Book Reviewed: River of Blood: American Slavery from the People Who Lived It by Richard Cahan

Amazing Grace: Words and wisdom of American slaves The book is about the formerly enslaved people who lived to tell the story of their bondage and freedom. This is a human account of what it meant to assert a place in this country, as Black people and as Americans. The words and the photographs are profound, and they offer vivid reality of how tough it was for African Americans to have basic dignity in everyday life. There are intimate details provided by the last survivors of slavery, and the violence perpetrated by the KKK . This is a well-researched book on the legacy of slavery and its imprint on centuries of American history.

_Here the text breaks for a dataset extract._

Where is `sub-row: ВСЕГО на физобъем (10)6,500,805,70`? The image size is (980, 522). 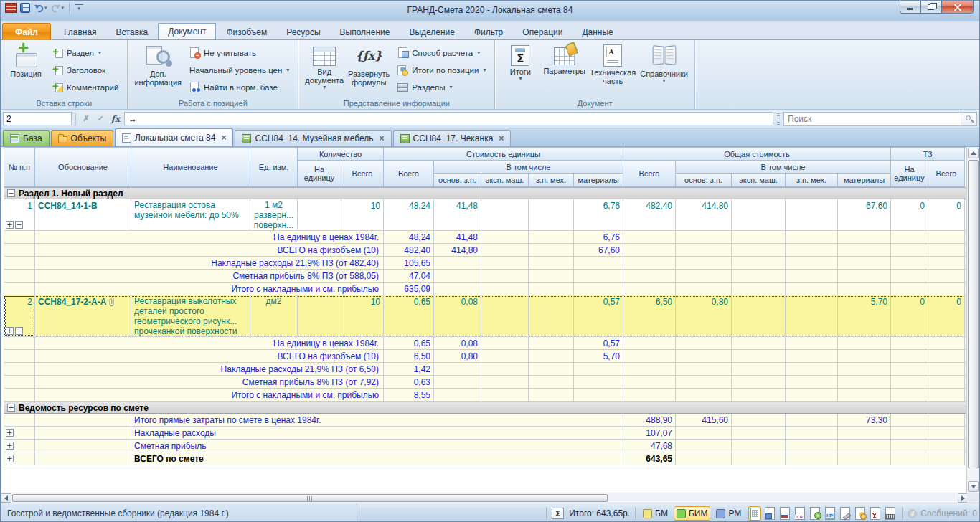
sub-row: ВСЕГО на физобъем (10)6,500,805,70 is located at coordinates (485, 356).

In 1936, the Federal Writers' Project (FWP), a branch of the Works Progress Administration, a government agency was set up to provide work to the one-quarter of Americans during Great Depression. Notable projects of the FWP included the Slave Narrative Collection, a set of interviews that culminated in over 2,300 first-person accounts of slavery and five hundred black-and-white photographs of former slaves. These narratives are available online from the above-named collection at the Library of Congress website. More than seventy years after the Civil War, the people interviewed for this project were in their seventies, eighties, and nineties. Notable pictures are of Sarah Gudger born into slavery in 1816 in North Carolina and believed to be one of the oldest people when she died at the age of 122. Betty Boomer, born into slavery in Texas, and she was one of the African Americans terrorized by the Ku Klux Klan. Donaville Broussard born into slavery in 1850 in Lafayette, Louisiana. but like so many others he lived in the ominous shadow of the Ku Klux Klan and white hostility. Many formerly enslaved recall torture, dislocation, extreme overwork, severe abuse, inadequate nutrition, constant stress, and a multitude of other trauma produced serious psychological and physical scars. The book also highlights the cabin of former slave in Putnam County, Georgia, slave quarters in Cecil County, Maryland; Caruthersville, Missouri; and St. Charles Parish, Louisiana; and an African American cemetery in Person County, North Carolina. The book is a tremendous illustration of formerly enslaved people and I recommend this to anyone interested African American history.